2) How was the HT done? - Temps, methods, quench . etc. We can't tell you where to go if we don't know where you came from.
3)What was the temper done at? - We can't tell you where to go if we don't know where you are.
4) What is the edge angle? - We can't tell you how much you may need to change if we don't know the angle.
5) What were the tests that caused chipping?


Normally, with what you told us the recommendation would be to temper at 25 degrees higher to reduce chipping, and test again.
 
humor me, if an edge is chipping, what would be the parameter you change? Basically, I'm asking, since all 3 aspects affect performance, how do you decide which to change? I would say if cutting performance will be affected by thickening the edge then you need to temper higher, however, if you can thicken w/o hurting cutting performance then do that b/c you want as hard an edge as possible. Is that logical?

If it chips at that geometry, change your heat treat. It wasn’t done right. Nor sure how else to answer that.
 
You haven't told us what we need to know about the question.
1) How was hardness determined? - If you are just guessing the hardness based on HT parameters, you really don't know how the HT came out.
2) How was the HT done? - Temps, methods, quench . etc. We can't tell you where to go if we don't know where you came from.
3)What was the temper done at? - We can't tell you where to go if we don't know where you are.
4) What is the edge angle? - We can't tell you how much you may need to change if we don't know the angle.
5) What were the tests that caused chipping?

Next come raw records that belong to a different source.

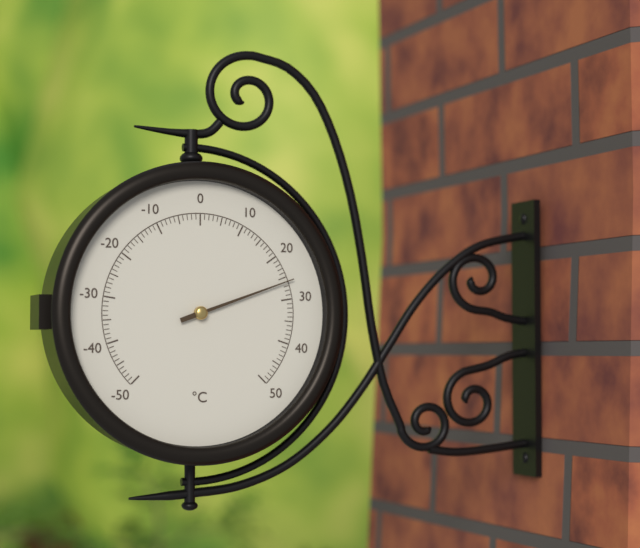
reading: 26 °C
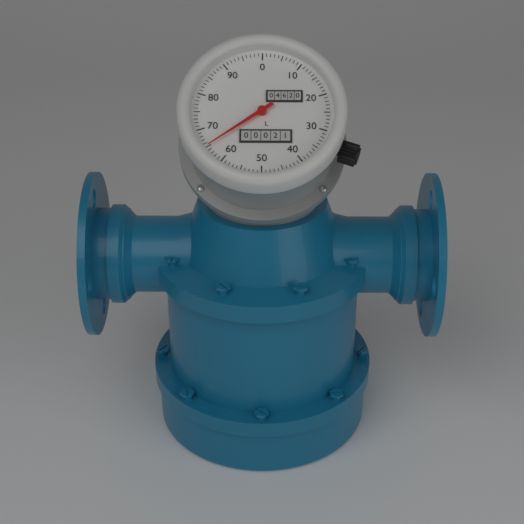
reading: 65 L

Normally, with what you told us the recommendation would be to temper at 25 degrees higher to reduce chipping, and test again.

Sorry for being unclear, the knife in question hasn't chipped or anything, I was just wondering/looking for insight into how you go through these testing steps yourselves. Being that there are 3 ways that can be used to help in this situation I was wondering how you go about choosing which variable to change. I was just getting ahead of myself in case it did chip or have other problems.

The knife itself is a 7-inch drop point style 0.120" thick at the spine hunter/bushcraft
1. the d2 was hardened in foil in HT oven, it is aks d2, put into 1850f oven for 45 minutes. plate quenched and tempered at 500f, Rockwell tested on tang at 60.
2. the bevel is 4 degrees per side, .01" bte, and the secondary is 20 degrees.
3. chopping and batoning through an old/dry 2x4 and cutting cardboard had no detrimental effect on the edge
 
Sorry for being unclear, the knife in question hasn't chipped or anything, I was just wondering/looking for insight into how you go through these testing steps yourselves. Being that there are 3 ways that can be used to help in this situation I was wondering how you go about choosing which variable to change. I was just getting ahead of myself in case it did chip or have other problems.

The knife itself is a 7-inch drop point style 0.120" thick at the spine hunter/bushcraft
1. the d2 was hardened in foil in HT oven, it is aks d2, put into 1850f oven for 45 minutes. plate quenched and tempered at 500f, Rockwell tested on tang at 60.
2. the bevel is 4 degrees per side, .01" bte, and the secondary is 20 degrees.
3. chopping and batoning through an old/dry 2x4 and cutting cardboard had no detrimental effect on the edge


Yup. Proper heat treat, at that geometry, no problems for normal use.
 
Basic evaluation:

if it’s chipping, it’s too thin or hard, if it’s rolling, it’s to thin or soft.